Page 79 of Strike It Witch

“Calm down? He looks like Jongho,” she squealed.

Jongho was the lead singer of Ida’s current favorite K-pop band, ATEEZ, she explained—exhaustively.

“His name is Baek Ye-Joon.”

She ignored me. “He’ssohandsome. He doesn’t have Jongho’s height, but he’s a dead ringer for him otherwise.” She pulled her head away from the window and waggled the brows I’d just drawn on her face. “You know, they used to say Iresembled Marilyn Monroe. That was the year I went blond, of course.”

“When was that?”

“In my thirties. I drew a mole on my face to heighten the effect.”

She poked her head back out the window of my trailer and excitedly watched the mage stroll up to my door. I peeked at him over her shoulder.

He had black hair cut stylishly short, looked to be in his mid-twenties, and was dressed as if for a job interview, in slim-fit green trousers, tobacco brown dress shoes, and a button-down shirt beneath a navy-blue sweater.

I’d left the mage a stone inside my mailbox allowing him temporary entrance into the park. He tossed the rock in his hand and caught it, examined it for a moment, and then tucked it into his pocket.

“He’s soyoung,” I said.

“And handsome,” Ida said, as if I hadn’t heard her the first time.

“Why would someone like him want to stay here?”

“I don’t know. Maybe he’s hiding from the government or something.” Her eyes lit up. “You know, I’ve always had a thing for anarchists. Did I ever tell you about the time I met Noam Chomsky? Lovely man.”

Ida and I took the mage on a tour around the park. I gave him all the highlights and expounded on a few of the challenges. He nodded in the appropriate places and did his best to humor Ida, who peppered him with comments and questions.

“Boy, do I love the kingdom version of ‘Wonderland.’ All that swashbuckling. And when Jongho hit that high note, I was cheering at the TV.” She attempted to sing said note with a cat-screech level of musical ability, and I quickly cut her off. “Ida, cut it out. Ye-Joon said he doesn’t listen to K-pop.”

“Sorry. It’s just that you look so much like Jongho. He’s very good looking.”

“Good looking, huh?” Ye-Joon gave Ida a smile that had her visibly swooning. “Tell me more.”

I gave Ida another couple of minutes to gush then sent her home and invited Ye-Joon into the garden room. Fennel sleepily surveyed the mage from his bed. I felt Cecil’s eyes on me like hands—wrapped around my throat. He was picky about who entered the garden room.

“Sorry about my friend,” I said. “She kind of fixates.”

“If the worst thing that happens to me today is that someone thinks I look like their favorite K-pop idol, I’m having a pretty good day.” He grinned, and I couldn’t help grinning with him. Joon, as he’d told me to call him, was immensely charming.

“That’s a generous way to look at it,” I said.

“Besides, my great-grandmother back in Korea was the same way about Garth Brooks. She assumed every white American man who crossed her path was related to him and could get his autograph for her. She could get pretty nasty when they told her they didn’t know him.”

Young, handsome,andcharming.

Damn. No way was he going to want to run this place.

“I get Dita Von Teese. Sometimes Bettie Page.”

“I see the resemblance.” He gestured to the lavender spilling out of the planter. “May I?”

“Sure.”

He gently brought a flower to his nose and drew in the scent. The lavender rustled with delight. That was a good sign. He definitely had an affinity with herbs.

“You said your grandmother was in Korea. Did you live there as a kid?”

“No. The U.S. and Canada, mostly. We traveled a lot. My dad was born in Seoul, but he came to California when he was three.”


Task item:
Omit the pictures and print exactly the lines of the listing below, starting at the first and ending at the line containing "Task: Click on".

Material for this exercise:
===
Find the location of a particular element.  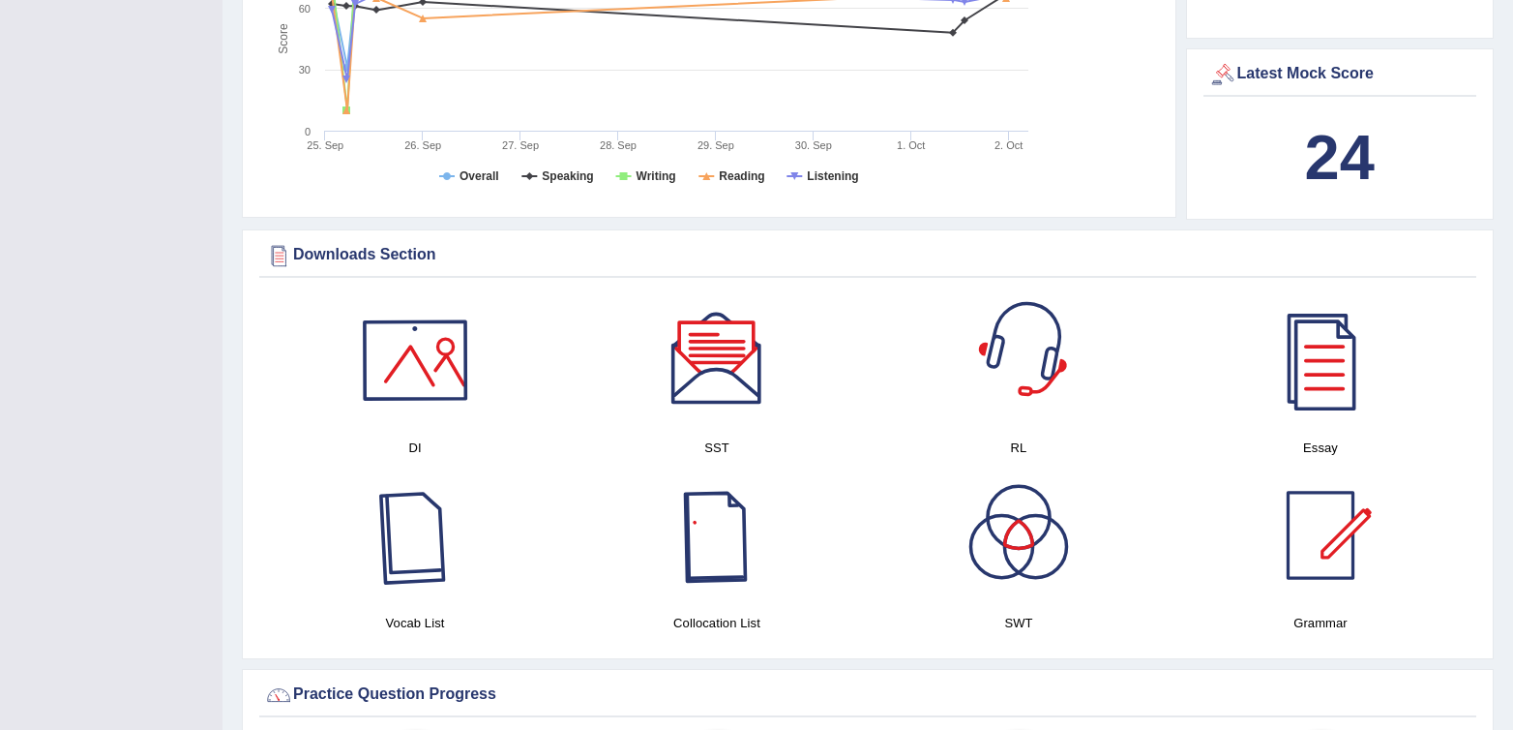

tspan: 26. Sep is located at coordinates (423, 145).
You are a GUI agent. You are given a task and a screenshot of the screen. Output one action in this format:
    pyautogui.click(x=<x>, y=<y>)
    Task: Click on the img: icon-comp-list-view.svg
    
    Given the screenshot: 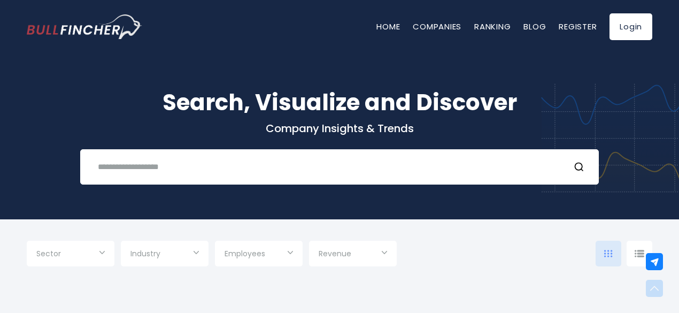 What is the action you would take?
    pyautogui.click(x=639, y=253)
    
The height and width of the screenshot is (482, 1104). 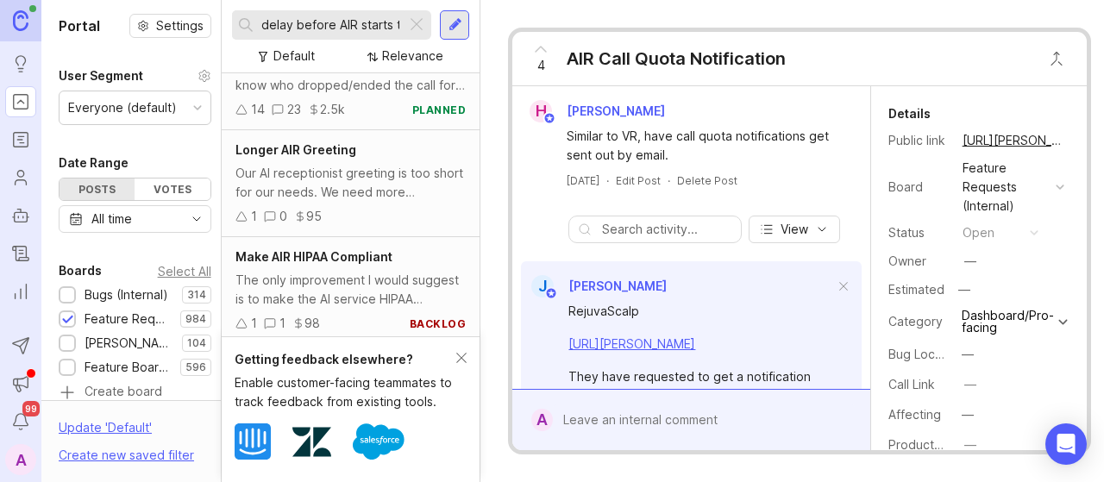 I want to click on div: Status, so click(x=919, y=233).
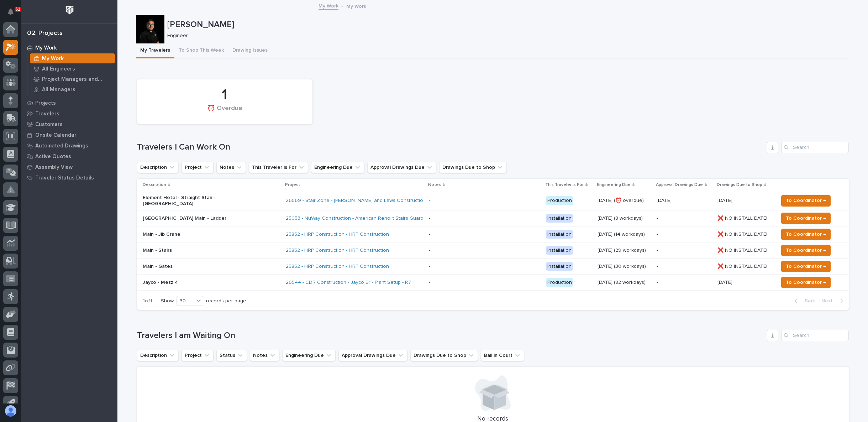 The height and width of the screenshot is (422, 868). I want to click on p: Engineering Due, so click(614, 185).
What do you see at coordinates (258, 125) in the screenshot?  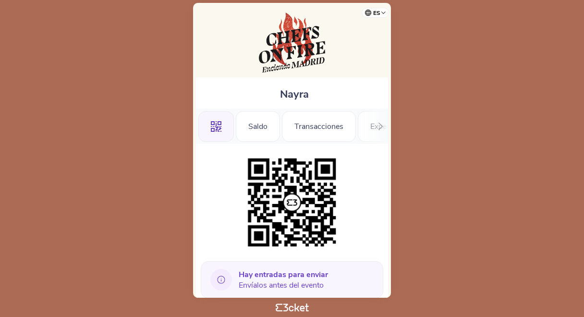 I see `a: Saldo` at bounding box center [258, 125].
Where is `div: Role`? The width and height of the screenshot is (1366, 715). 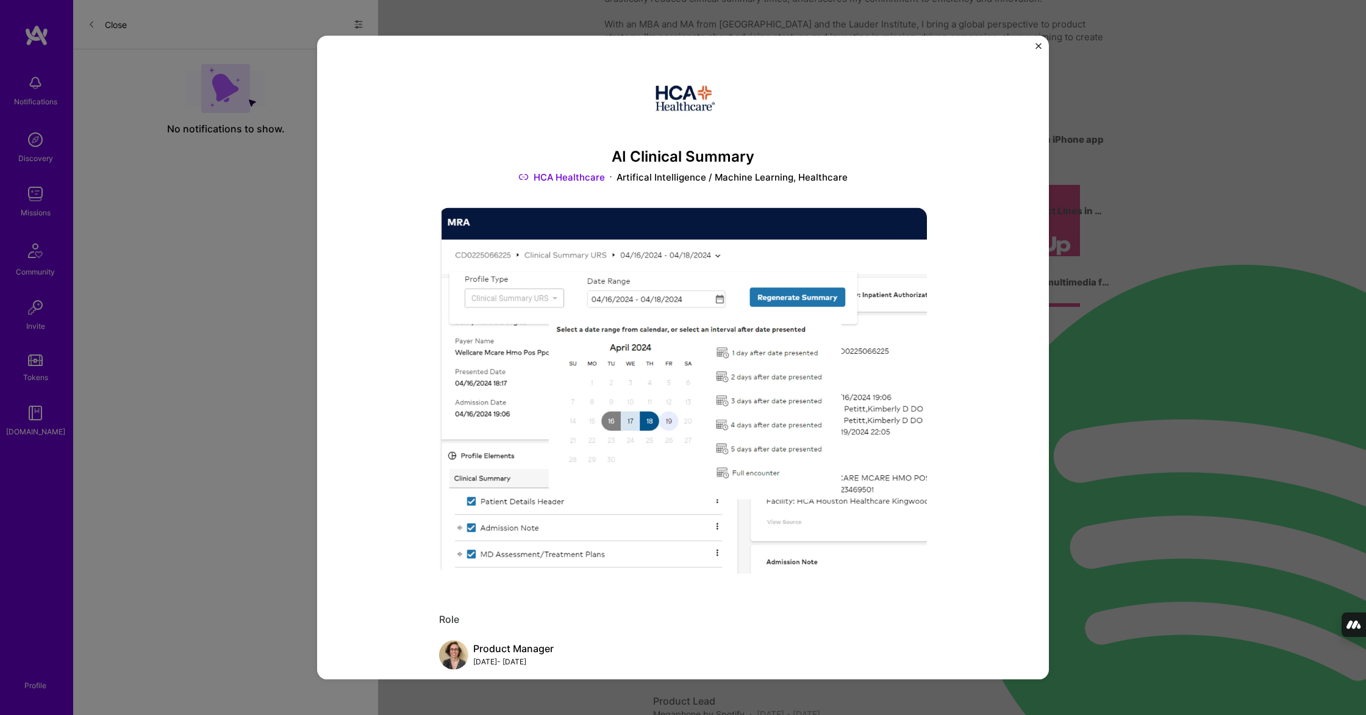 div: Role is located at coordinates (683, 619).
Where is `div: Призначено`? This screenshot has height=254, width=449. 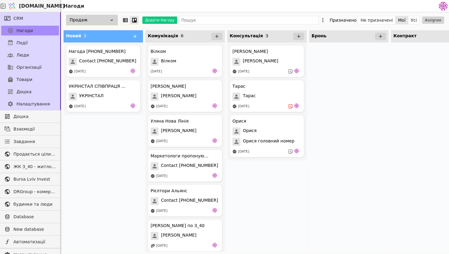
div: Призначено is located at coordinates (343, 20).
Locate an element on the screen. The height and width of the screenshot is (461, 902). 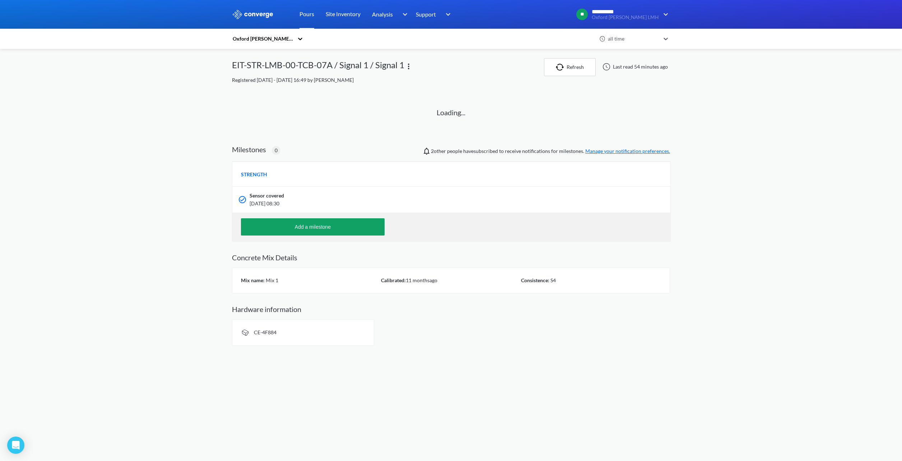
===
Exercise result:
Find the location of a particular element.  

tspan: 26. Sep is located at coordinates (423, 145).
You are a GUI agent. You are given a task and a screenshot of the screen. Output one action in this format:
    pyautogui.click(x=<x>, y=<y>)
    Task: Click on the img: icon-comp-list-view.svg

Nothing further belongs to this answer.